There are broadly three paths:
- DIY website builders like Squarespace or Wix. They're template-based, relatively affordable, and you can build something decent if you're willing to invest the time. The downside is that "time" part -- most therapists underestimate how long it takes to choose a template, write copy, select images, and get everything looking right. It can easily eat up a full weekend, and the result often still looks a bit generic.
- Hiring a web designer. This gets you a custom result, but it's expensive (typically £1,000-3,000+) and you're dependent on someone else for updates. If you want to change your fees or add a new speciality, you might be waiting days or paying extra.
- Specialist services built for therapists. These combine the affordability of DIY with the quality of custom design, because they understand what therapist websites need. The content, structure, and design are all tailored to your profession from the start.
What About the Cost?
Let's put it in perspective. A single new client typically represents hundreds or thousands of pounds in revenue over the course of therapy. If your website brings you just one additional client per month -- and a good website will do far more than that -- it has already paid for itself many times over.

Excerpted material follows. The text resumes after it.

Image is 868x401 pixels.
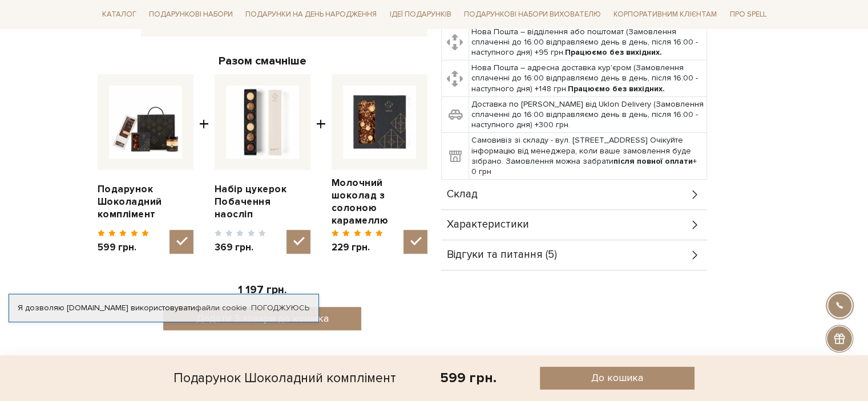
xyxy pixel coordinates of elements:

The real cost isn't the website. It's the cost of not having one: the clients who searched for you, couldn't find you, and went to someone else. The referrals from GPs who looked you up online and found nothing. The potential clients who landed on your directory profile, felt uncertain, and kept scrolling.

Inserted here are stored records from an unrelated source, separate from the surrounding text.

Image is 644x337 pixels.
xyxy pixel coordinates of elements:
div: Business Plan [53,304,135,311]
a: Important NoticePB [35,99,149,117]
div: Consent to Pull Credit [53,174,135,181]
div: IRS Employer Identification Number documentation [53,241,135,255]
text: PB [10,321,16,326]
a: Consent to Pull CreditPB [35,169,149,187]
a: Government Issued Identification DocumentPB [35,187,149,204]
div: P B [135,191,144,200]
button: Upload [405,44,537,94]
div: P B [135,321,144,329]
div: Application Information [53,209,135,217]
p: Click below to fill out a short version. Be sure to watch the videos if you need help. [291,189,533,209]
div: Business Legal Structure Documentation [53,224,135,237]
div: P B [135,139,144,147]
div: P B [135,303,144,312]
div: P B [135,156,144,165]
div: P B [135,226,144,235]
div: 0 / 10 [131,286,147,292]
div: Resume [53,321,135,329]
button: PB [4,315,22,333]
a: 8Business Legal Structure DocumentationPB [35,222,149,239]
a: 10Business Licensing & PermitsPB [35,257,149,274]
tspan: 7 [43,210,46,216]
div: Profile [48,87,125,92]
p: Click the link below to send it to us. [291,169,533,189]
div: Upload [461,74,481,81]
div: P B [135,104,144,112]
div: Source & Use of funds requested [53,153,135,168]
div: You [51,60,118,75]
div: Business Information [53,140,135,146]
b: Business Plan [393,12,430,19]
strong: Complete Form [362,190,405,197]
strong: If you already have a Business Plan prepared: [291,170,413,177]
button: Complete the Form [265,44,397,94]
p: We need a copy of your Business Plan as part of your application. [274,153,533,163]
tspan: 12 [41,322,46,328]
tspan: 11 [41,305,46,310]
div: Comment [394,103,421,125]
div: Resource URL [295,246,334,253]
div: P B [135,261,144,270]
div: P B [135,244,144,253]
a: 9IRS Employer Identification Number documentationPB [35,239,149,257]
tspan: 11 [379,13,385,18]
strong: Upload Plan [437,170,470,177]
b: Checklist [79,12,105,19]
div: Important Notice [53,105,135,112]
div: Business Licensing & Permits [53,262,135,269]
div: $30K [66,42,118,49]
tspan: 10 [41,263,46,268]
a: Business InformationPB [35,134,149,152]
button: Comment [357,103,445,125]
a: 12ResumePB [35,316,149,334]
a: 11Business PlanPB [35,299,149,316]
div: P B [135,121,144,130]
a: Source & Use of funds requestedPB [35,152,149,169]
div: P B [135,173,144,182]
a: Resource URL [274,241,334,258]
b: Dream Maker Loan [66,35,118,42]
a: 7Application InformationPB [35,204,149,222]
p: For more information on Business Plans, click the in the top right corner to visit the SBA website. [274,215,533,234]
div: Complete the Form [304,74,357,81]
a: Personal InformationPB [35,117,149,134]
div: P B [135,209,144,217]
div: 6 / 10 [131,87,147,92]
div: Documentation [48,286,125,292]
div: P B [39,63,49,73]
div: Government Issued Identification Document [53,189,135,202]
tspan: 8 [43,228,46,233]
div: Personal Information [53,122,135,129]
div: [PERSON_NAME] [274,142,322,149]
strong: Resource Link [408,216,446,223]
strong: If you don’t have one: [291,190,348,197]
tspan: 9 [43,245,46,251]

What Makes a Good Therapist Website?
You don't need anything complicated. A good therapist website typically includes:
- A clear, welcoming homepage that explains who you help and how
- An "About" page with your photo and professional background
- Information about your approach, specialities, and what to expect
- Your fees and availability
- A simple way to get in touch -- a contact form, email, or phone number
- Your professional credentials and registration body
That's it. No blog required (though it helps with SEO over time). No e-commerce. No complicated features. Just a clear, trustworthy, professional presence that helps the right clients find you and feel confident reaching out.
The Bottom Line
You don't technically need a website to practice therapy. But if you want to grow your practice sustainably, reduce your dependence on directories, and give potential clients the best possible first impression, a website isn't optional -- it's essential.
It doesn't have to be expensive, it doesn't have to be complicated, and it doesn't have to take weeks to build. But it does need to exist. Because every day without one is a day when potential clients are finding someone else instead.